Part 5: Flaws in the PSP brush engine

I've put together an illustrated review of PSP's brush engine. As you can tell, an engine that was built at the time when tablets were only just becoming popular, just isn't relevant anymore. Under "General program preferences, you can even spot the outdated phrase: "Disable pressure support for puck-type pointing devices"...

Note: I decided to compare PSP not only to Photoshop, but also to Open Canvas 1.1, which is a single 1 MB .EXE file.



Get with the times, man...


Next: Part 6 - What PSP X3 should look like

4 comments:

Anonymous said...

I would rather have paint.Net installed than this openCanvas.
Plus, you're comparing Photo editing apps with Drawing apps. Just try googling for "openCanvas fish-eye remover" and won't find that much support on the internet.

Anonymous said...

I hate PSP X2. MediaCataloger.exe is hogging my whole machine.

I wish it were something I could uninstall and never see again.

Anonymous said...

Man, your blog is what PSP needed and deserved! Hopefully Corel not only notice, but realize they need to seriously work on PSP.

I've been using PSP since version 4 or 5, I was a kid then. It just grew on me an so I kept at it when I started doing websites. I was very disappointed with the bloat and extra bg processes they introduced. Sadly, like everyone's noticed, they haven't really updated PSP since acquiring.
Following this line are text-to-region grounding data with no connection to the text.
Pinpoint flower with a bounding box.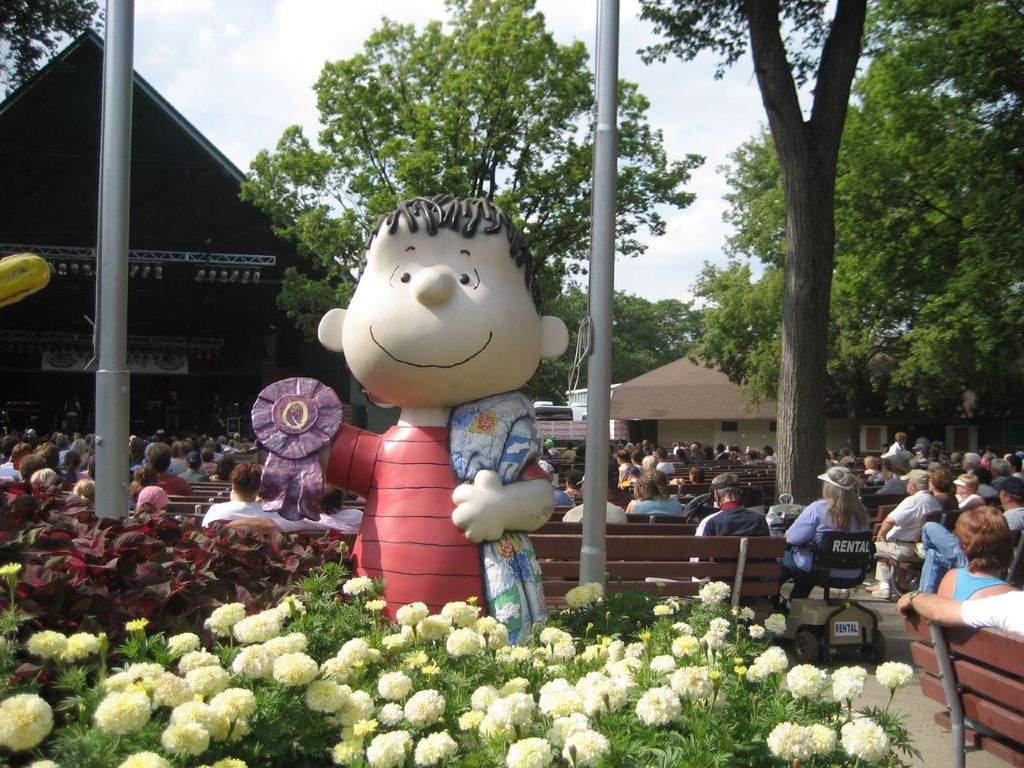
region(342, 639, 366, 670).
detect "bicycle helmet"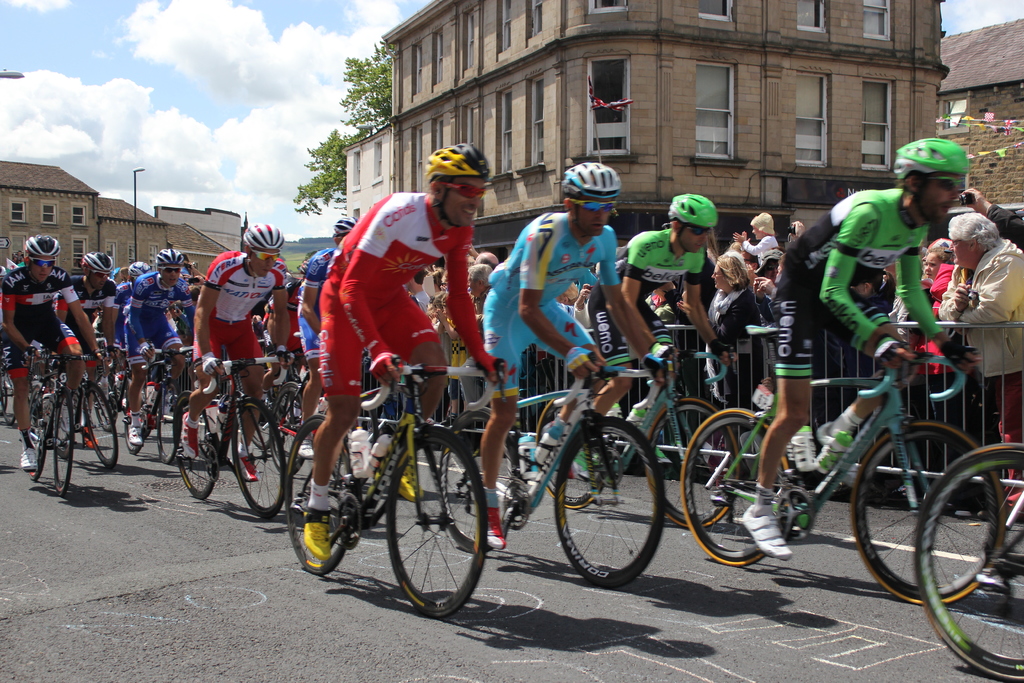
{"left": 422, "top": 142, "right": 486, "bottom": 183}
It feels like PSP X2 is the last PSP, they haven't updated in such a long time.

Anyway, keep it up! Thanks for the blog!

Laura Ess said...

Open Canvas is surprisingly easy to use for a painting program.

I used to lust after Painter, and when I finally tried it on decent hardware I was fairly disappointed. Since then I found a number of free or cheap programs that just do one thing - allow the the user to paint fluidly on a canvas. It seems easier do that and export the resulting images to PSP, than use PSP's natural media.

Some days I think what's really needed is a free graphics editor that doesn't have its own native format, but which "lives" in PSD, XFC, PSP and Painter formats. That way you could have your cake and eat it too!